-- Data for review --
——————————

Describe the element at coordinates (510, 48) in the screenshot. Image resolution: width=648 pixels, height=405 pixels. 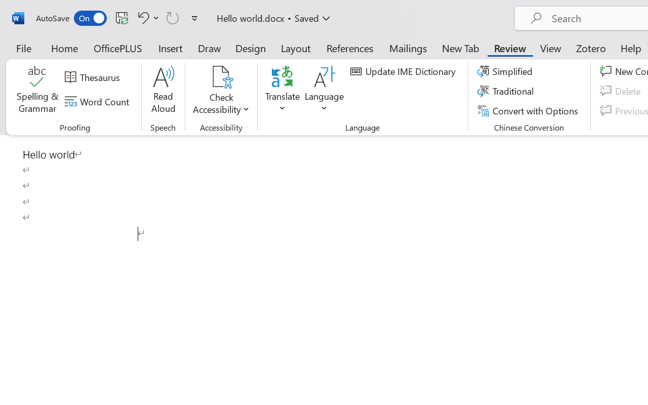
I see `Review` at that location.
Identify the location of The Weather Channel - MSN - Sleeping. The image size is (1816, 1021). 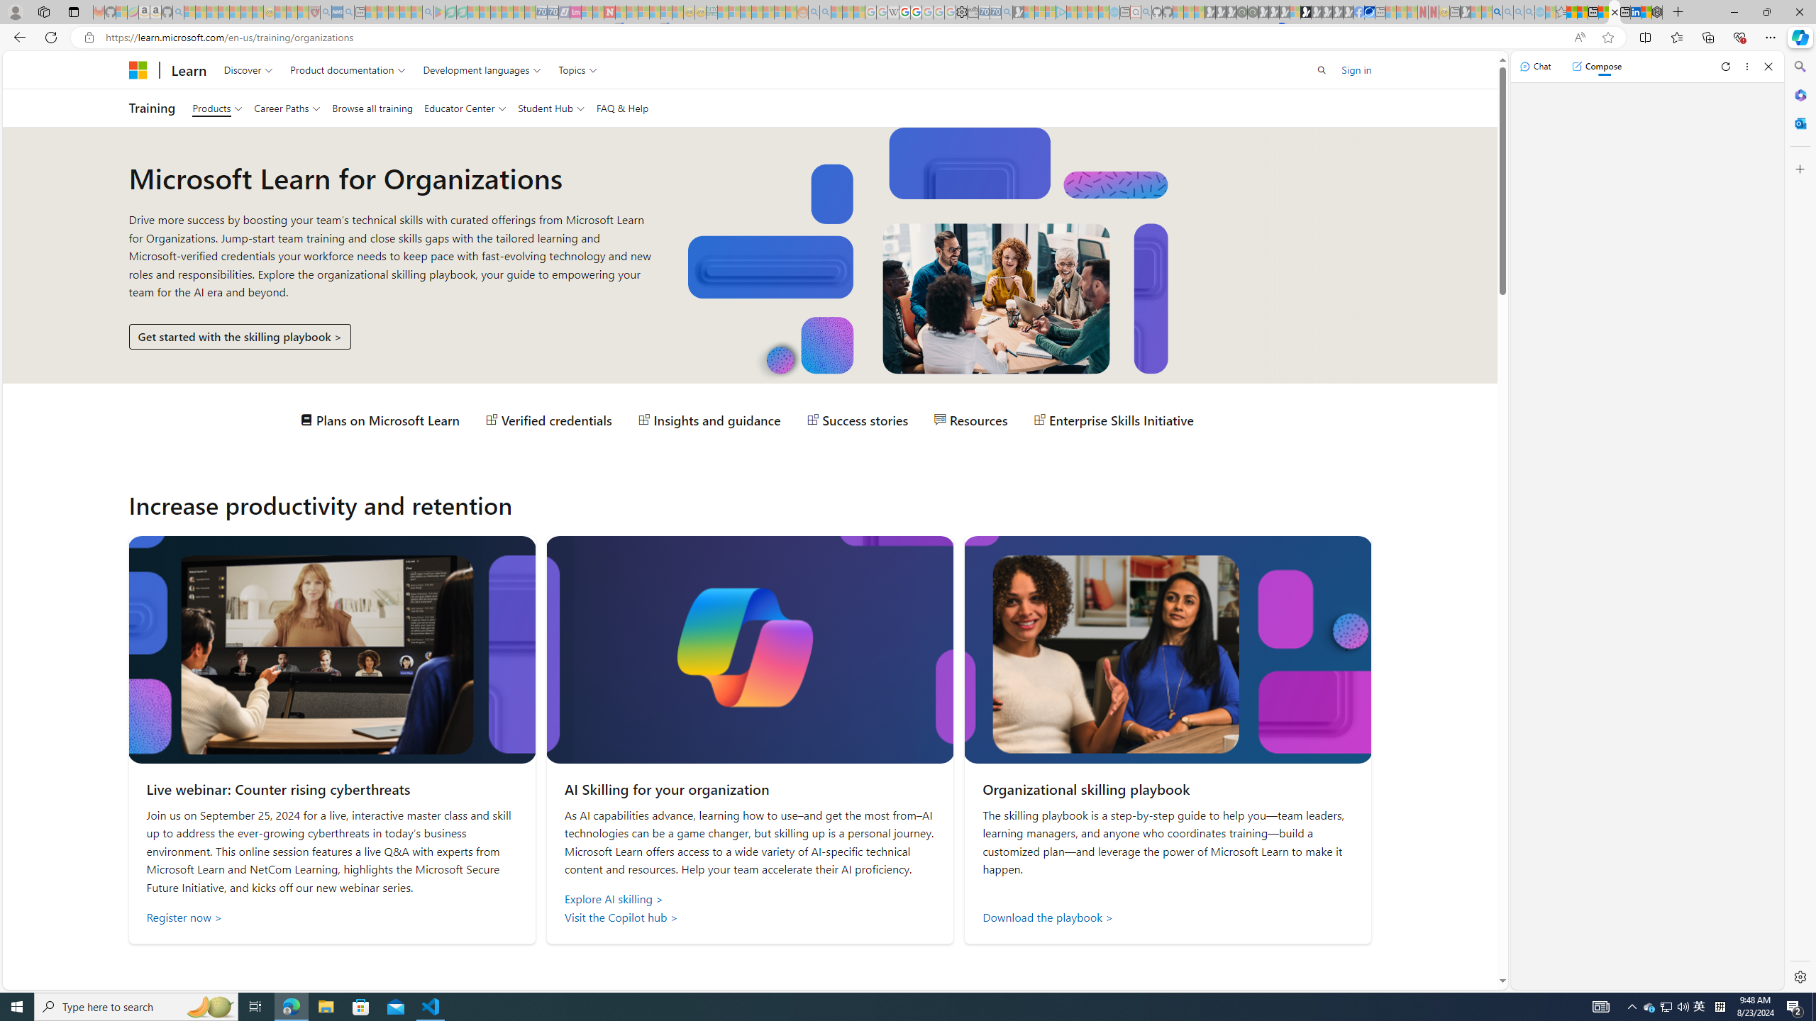
(212, 12).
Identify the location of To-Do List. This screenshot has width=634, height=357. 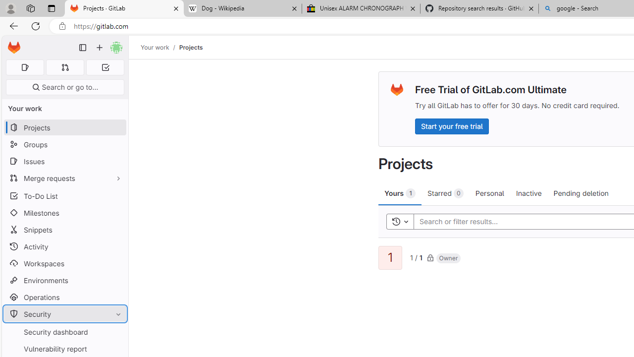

——————————

-- Exercise prompt --
Everything from the line containing "Identify the location of The" to the final line of the listing above, both ends included, should be transcribed word for word, except for the pictures.

-- Completed exercise --
Identify the location of The Weather Channel - MSN - Sleeping. The image size is (1816, 1021). 
(212, 12).
Identify the location of To-Do List. This screenshot has width=634, height=357. 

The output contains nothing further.